There’s a quiet kind of power in repetition.
Reformer to Chair. Arc to Mat. Teach it, practice it, reflect on it, repeat.
Pilates doesn’t reward force. It reveals patterns.
And in the process of learning to teach it, I’ve found myself slowly relearning how to move through creative work, too.
Not by thinking harder. But by breathing, observing, and re-centering from the core.
What Movement Taught Me About Creative Flow
Every week, my Pilates practice asks me to break down sequences:
What’s the focus? What’s the spring load? Where’s the edge—and what supports the return to balance?
Now, I ask the same questions in my design studio.
- What’s essential here?
- Where’s the tension coming from?
- Am I overcorrecting, or allowing space for adaptation?
This approach has sharpened both my teaching and my design practice.
Whether I’m cueing a client through spinal articulation or walking a business owner through a brand strategy, the throughline is the same: clear intention supports sustainable movement.
The Role of Self-Awareness in Creative Recovery
When I use the phrase “creative recovery,” I’m not talking about burnout.
I’ve never felt burned out—just stuck. Holding too many tabs open in my mind, unsure which one to act on.
What’s shifted is my ability to observe that stuckness without judgment.
Pilates has helped me name it, breathe into it, and keep going—one small adjustment at a time.
That’s recovery. Not from collapse, but from over-efforting.
Creative Work as a Trust Practice
I’m building a slower, deeper cadence into how I work and create. That includes this blog.
Movement creates clarity.
Clarity supports trust.
And trust is where good creative work begins.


TASK | Below are records to print word for word; include none of their pictures.

----- SOURCE MATERIAL -----

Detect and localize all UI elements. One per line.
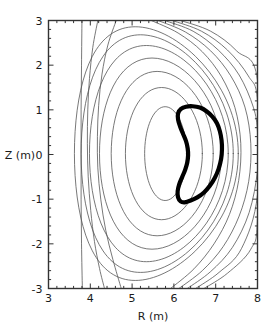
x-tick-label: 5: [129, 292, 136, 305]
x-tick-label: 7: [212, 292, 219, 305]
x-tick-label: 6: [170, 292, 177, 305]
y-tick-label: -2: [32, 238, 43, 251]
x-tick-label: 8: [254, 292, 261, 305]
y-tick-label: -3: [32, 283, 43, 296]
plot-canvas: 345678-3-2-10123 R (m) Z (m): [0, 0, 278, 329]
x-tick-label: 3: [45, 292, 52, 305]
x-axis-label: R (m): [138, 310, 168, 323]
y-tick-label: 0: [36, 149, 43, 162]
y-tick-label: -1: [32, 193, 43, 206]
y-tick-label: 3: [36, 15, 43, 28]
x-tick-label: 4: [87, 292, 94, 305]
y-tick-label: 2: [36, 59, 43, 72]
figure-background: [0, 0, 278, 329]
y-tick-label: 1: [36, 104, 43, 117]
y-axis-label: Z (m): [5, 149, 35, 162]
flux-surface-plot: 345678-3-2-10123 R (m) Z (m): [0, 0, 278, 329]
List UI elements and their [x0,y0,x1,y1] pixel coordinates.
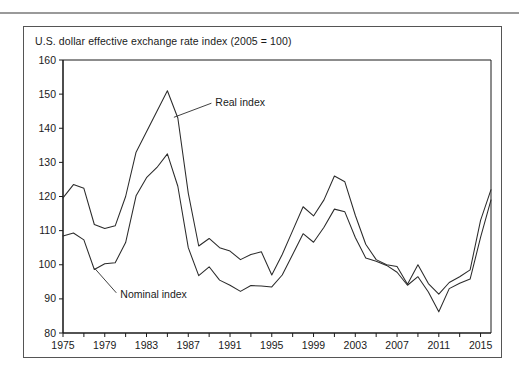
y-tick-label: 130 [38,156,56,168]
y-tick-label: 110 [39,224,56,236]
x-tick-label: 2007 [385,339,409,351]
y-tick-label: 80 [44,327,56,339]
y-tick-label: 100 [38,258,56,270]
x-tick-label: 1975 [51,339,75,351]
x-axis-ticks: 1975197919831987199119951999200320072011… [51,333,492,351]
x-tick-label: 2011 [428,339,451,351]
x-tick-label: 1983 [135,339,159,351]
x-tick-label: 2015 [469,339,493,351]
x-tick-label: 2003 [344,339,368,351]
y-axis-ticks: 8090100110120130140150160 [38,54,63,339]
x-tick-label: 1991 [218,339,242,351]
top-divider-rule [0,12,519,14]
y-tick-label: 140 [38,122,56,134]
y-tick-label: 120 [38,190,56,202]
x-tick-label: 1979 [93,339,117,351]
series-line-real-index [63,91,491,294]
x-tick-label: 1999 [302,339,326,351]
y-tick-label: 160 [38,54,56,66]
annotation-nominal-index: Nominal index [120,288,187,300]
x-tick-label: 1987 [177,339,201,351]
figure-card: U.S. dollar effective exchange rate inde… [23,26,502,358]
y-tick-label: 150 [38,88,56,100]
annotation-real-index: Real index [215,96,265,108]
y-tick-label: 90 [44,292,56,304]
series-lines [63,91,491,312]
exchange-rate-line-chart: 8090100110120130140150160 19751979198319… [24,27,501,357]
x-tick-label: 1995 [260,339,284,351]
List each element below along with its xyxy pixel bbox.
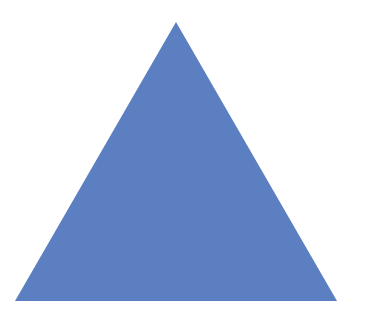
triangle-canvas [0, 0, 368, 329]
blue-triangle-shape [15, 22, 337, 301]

-----

ANSWER TO THE PROBLEM |
Detect and localize all UI elements. One per line.
x-tick-label: 5: [129, 292, 136, 305]
x-tick-label: 7: [212, 292, 219, 305]
x-tick-label: 6: [170, 292, 177, 305]
y-tick-label: -2: [32, 238, 43, 251]
x-tick-label: 8: [254, 292, 261, 305]
y-tick-label: -3: [32, 283, 43, 296]
plot-canvas: 345678-3-2-10123 R (m) Z (m): [0, 0, 278, 329]
x-tick-label: 3: [45, 292, 52, 305]
x-axis-label: R (m): [138, 310, 168, 323]
y-tick-label: 0: [36, 149, 43, 162]
y-tick-label: -1: [32, 193, 43, 206]
y-tick-label: 3: [36, 15, 43, 28]
x-tick-label: 4: [87, 292, 94, 305]
y-tick-label: 2: [36, 59, 43, 72]
figure-background: [0, 0, 278, 329]
y-tick-label: 1: [36, 104, 43, 117]
y-axis-label: Z (m): [5, 149, 35, 162]
flux-surface-plot: 345678-3-2-10123 R (m) Z (m): [0, 0, 278, 329]
List UI elements and their [x0,y0,x1,y1] pixel coordinates.
y-tick-label: 130 [38,156,56,168]
y-tick-label: 110 [39,224,56,236]
x-tick-label: 2007 [385,339,409,351]
y-tick-label: 80 [44,327,56,339]
y-tick-label: 100 [38,258,56,270]
x-tick-label: 1975 [51,339,75,351]
x-axis-ticks: 1975197919831987199119951999200320072011… [51,333,492,351]
x-tick-label: 2011 [428,339,451,351]
x-tick-label: 1983 [135,339,159,351]
x-tick-label: 2015 [469,339,493,351]
x-tick-label: 2003 [344,339,368,351]
y-axis-ticks: 8090100110120130140150160 [38,54,63,339]
x-tick-label: 1991 [218,339,242,351]
top-divider-rule [0,12,519,14]
y-tick-label: 140 [38,122,56,134]
y-tick-label: 120 [38,190,56,202]
x-tick-label: 1979 [93,339,117,351]
series-line-real-index [63,91,491,294]
x-tick-label: 1999 [302,339,326,351]
y-tick-label: 160 [38,54,56,66]
annotation-nominal-index: Nominal index [120,288,187,300]
x-tick-label: 1987 [177,339,201,351]
figure-card: U.S. dollar effective exchange rate inde… [23,26,502,358]
y-tick-label: 150 [38,88,56,100]
annotation-real-index: Real index [215,96,265,108]
y-tick-label: 90 [44,292,56,304]
series-lines [63,91,491,312]
exchange-rate-line-chart: 8090100110120130140150160 19751979198319… [24,27,501,357]
x-tick-label: 1995 [260,339,284,351]
List each element below along with its xyxy pixel bbox.
triangle-canvas [0, 0, 368, 329]
blue-triangle-shape [15, 22, 337, 301]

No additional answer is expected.